Paella cooking over an open fire at Wegman's Next Door restaurant
Paella cooking over an open fire at Wegman’s Next Door restaurant

Next Door (by Wegmans) threw a “Tapas and Paella” party over the weekend. As hardcore Españaphiles we couldn’t resist. It was pretty expensive so we were afraid to suggest it to any of our friends but we ran into Tony who comes to see Margaret Explosion and we mingled and had a great time.

They had some famous Spanish chefs there cooking paella in huge pans over an open fire on the patio. There was a bar out outside and seating around a couple of fire pits. Tapas were prepared and served inside where a band, Roja Jazz, was playing. They did a great job creating a Spanish atmosphere. The tapas came fast and furious, Manchego and Valderon cheese, pulpo swimming in olive oil, shrimp, champioñes and of course, Jamoón Iberico.

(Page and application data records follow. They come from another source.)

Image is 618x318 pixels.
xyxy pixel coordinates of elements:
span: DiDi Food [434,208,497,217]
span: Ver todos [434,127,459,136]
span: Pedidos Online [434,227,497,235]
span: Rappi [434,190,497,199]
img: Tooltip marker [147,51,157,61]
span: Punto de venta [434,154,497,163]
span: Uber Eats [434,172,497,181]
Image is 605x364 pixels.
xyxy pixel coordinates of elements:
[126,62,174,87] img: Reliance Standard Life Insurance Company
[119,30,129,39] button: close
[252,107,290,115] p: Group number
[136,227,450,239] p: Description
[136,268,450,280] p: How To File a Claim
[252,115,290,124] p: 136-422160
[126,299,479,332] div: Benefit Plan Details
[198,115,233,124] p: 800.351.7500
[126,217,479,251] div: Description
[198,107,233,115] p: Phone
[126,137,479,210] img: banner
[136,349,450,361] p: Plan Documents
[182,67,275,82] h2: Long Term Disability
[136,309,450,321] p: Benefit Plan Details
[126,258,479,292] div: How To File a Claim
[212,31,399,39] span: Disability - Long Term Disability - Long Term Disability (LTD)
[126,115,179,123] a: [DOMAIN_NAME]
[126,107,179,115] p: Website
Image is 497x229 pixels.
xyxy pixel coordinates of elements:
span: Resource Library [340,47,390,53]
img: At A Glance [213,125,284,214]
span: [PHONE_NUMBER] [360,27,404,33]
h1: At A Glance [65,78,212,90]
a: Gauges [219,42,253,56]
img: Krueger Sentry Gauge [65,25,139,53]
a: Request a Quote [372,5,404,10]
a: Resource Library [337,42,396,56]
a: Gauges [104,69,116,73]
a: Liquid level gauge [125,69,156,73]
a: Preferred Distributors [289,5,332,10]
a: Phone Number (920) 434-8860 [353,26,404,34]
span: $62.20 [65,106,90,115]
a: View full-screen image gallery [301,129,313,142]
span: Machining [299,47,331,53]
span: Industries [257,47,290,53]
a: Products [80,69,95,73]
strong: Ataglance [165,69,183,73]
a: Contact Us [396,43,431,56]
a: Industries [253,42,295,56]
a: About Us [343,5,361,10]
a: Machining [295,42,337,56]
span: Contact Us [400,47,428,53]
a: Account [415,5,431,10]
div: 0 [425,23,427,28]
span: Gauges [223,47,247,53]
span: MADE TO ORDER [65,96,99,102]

Outdoors the temperature must have been in the forties but the conversation was lively. We were talking to someone about Spain and he told us he was somewhat of a train buff. He and his wife had taken the high speed train from Barcelona to Madrid and then down to Sevilla. We said something about the effort to get a high speed train here and he said, “Well, I’m with Don Trump,” which sounded like a non-sequitor until he explained he didn’t think the government should be subsidizing the trains. Oh, and Danny Wegman was there. I saw someone shaking his hand so I want over thanked him for having this event. I told him my mother was a Tierney and they were all in the grocery business in Rochester. He interrupted, “I know who the Tierney’s were.